Secretary of Iran’s Supreme National Security Council (SNSC) Ali Shamkhani says Saudi Arabia’s military campaign against Yemen amounts to “war crime.”
“Targeting residential areas, hospitals, service providing centers and the carnage of innocent women and children along with the inhumane blockade of the Yemeni people are flagrant examples of war crime,” Shamkhani said in a meeting with a delegation from Yemen’s Supreme Revolutionary Committee in Tehran on Tuesday.
He added that all international organizations must protest Saudi Arabia’s ongoing aggression against Yemen.
Shamkhani said the Saudi government’s use of weapons containing toxic gas in its missile attacks on residential areas in Yemen is aimed at “genocide and suppressing the legitimate resistance” of the Yemeni nation.

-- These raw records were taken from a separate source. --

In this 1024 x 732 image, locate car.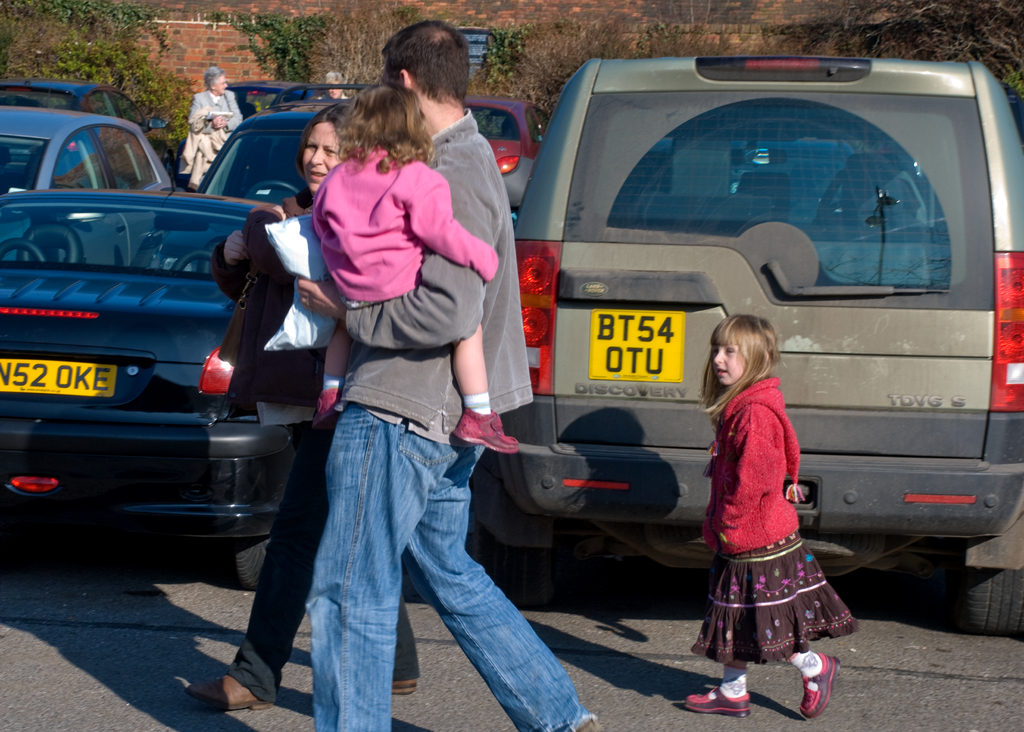
Bounding box: (0, 104, 175, 186).
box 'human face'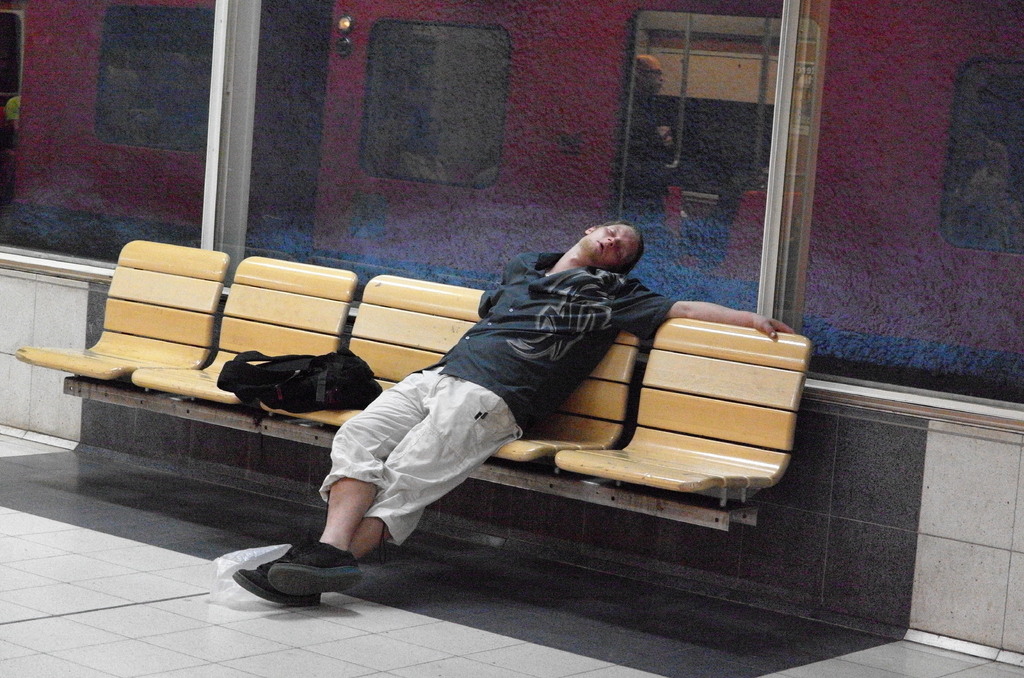
bbox=[593, 225, 638, 262]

The SNSC secretary called on the international community to seek a political solution to the Yemen crisis.
“Dialog among Yemeni groups and prevention of any foreign intervention in the country are the only way to establish understanding and restore security and stability to Yemen,” Shamkhani said.
He expressed Iran’s full support for the resistance of the Yemeni people against foreign aggression.

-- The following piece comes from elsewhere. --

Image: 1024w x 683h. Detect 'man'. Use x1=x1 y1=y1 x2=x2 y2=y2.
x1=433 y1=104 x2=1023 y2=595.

For his part, the head of the Yemeni mission, Naef Khaef, hailed Iran’s support for the Yemenis and slammed international circles’ silence in the face of the Saudi government’s crimes in Yemen.

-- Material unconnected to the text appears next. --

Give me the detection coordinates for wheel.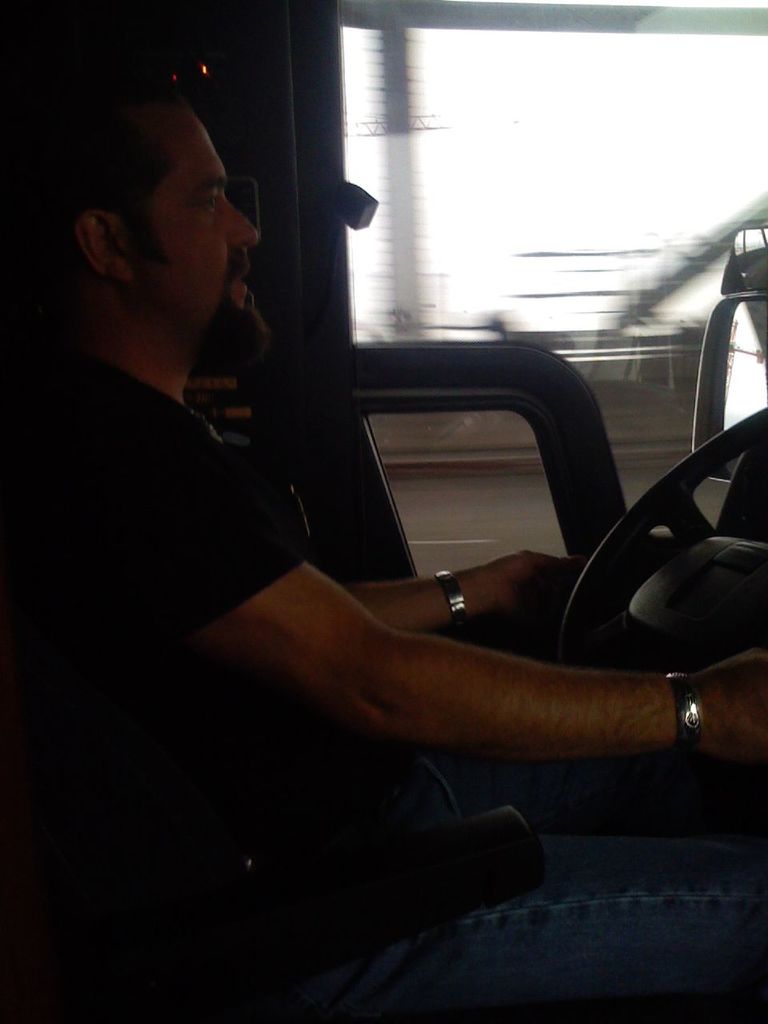
[546,418,767,788].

He said the Yemeni people would continue their resistance against foreign aggression and insisted on diplomacy as the only solution to the crisis in the impoverished country.
Yemen has been under military strikes on a daily basis since Saudi forces launched their military aggression against their southern neighbor on March 26, in a bid to undermine the Houthi Ansarullah movement and restore power to fugitive former President Abd Rabbuh Mansour Hadi, an ally of Riyadh.
About 6,400 people have reportedly lost their lives in the Saudi airstrikes, and a total of nearly 14,000 people have been injured since March. According to the United Nations Children’s Fund (UNICEF), 505 children are among the fatalities.